ABUSE.MOM — BEHAVE OR GET EXPOSED
| Signature | Description | Points | Severity |
|---|---|---|---|
| UA suspicious (short/empty) | Behavioral anomaly detected by automated analysis | +15 | |
| Danger strong hits: 2 | High-risk paths: shells, RCE vectors, exploits | +50 |
Reconstructed HTTP requests from server access logs. Target domains redacted for security.
* Typical request patterns for detected signatures. Actual target domains are redacted.
Address UA spoofing from 172.70.240.9: maintain blocklist of known malicious UA strings, require consistent UA across sessions, implement TLS fingerprinting.
Other blocked IPs from the same /24 subnet — indicates systematic abuse from this network range.
This IP was checked against major DNS-based blacklists used by mail servers and firewalls worldwide.
Checked: Spamhaus, SpamCop, Barracuda, SORBS, CBL, UCEProtect.

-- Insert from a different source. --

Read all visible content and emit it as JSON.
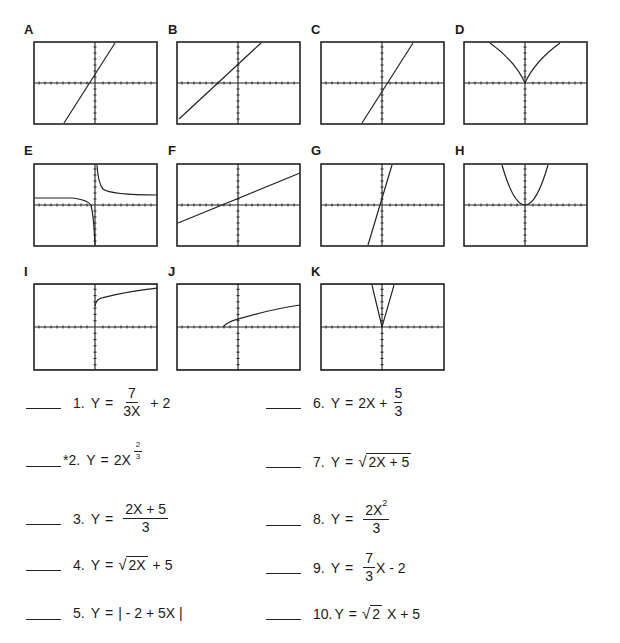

Results may change over time.
172.70.240.9 has been assigned a threat score of 65/100 (High). This score indicates high threat severity. The IP has shown clear patterns of malicious behavior that warrant immediate defensive measures.
The following attack categories were identified:
172.70.240.9 is registered in Frankfurt, Germany, operating on the network of Cloudflare, Inc.. This IP first appeared in our threat feeds after triggering multiple behavioral detection signatures. The address has been active for 1 days in our monitoring system, producing 1 flagged requests at a rate of ~1/day. The IP is classified as hosting/datacenter infrastructure, commonly associated with rented servers used for automated attack campaigns, botnet command-and-control, or vulnerability scanning at scale. The IP exhibits User-Agent manipulation, switching between different browser identities or sending empty headers. Germany currently accounts for 205 blocked IPs in our database, making it a significant source of malicious traffic. At 65/100, this IP presents a meaningful threat. Implement rate limiting with escalation to blocking.
This IP belongs to a hosting or data center provider. Malicious traffic from hosting infrastructure often originates from compromised VPS instances, rented servers used for scanning campaigns, or abused free-tier cloud accounts. Hosting providers typically respond to abuse reports within 24-72 hours.
Tor exit nodes are publicly listed but constantly rotating. While Tor serves essential privacy functions for journalists and activists, it is also used to anonymize attacks. Effective security policies differentiate between blocking and monitoring Tor traffic.
Analyzing User-Agent strings reveals automated tools masquerading as legitimate browsers. Inconsistencies between claimed browser capabilities and actual behavior, impossible version combinations, and known scanner signatures help identify malicious clients.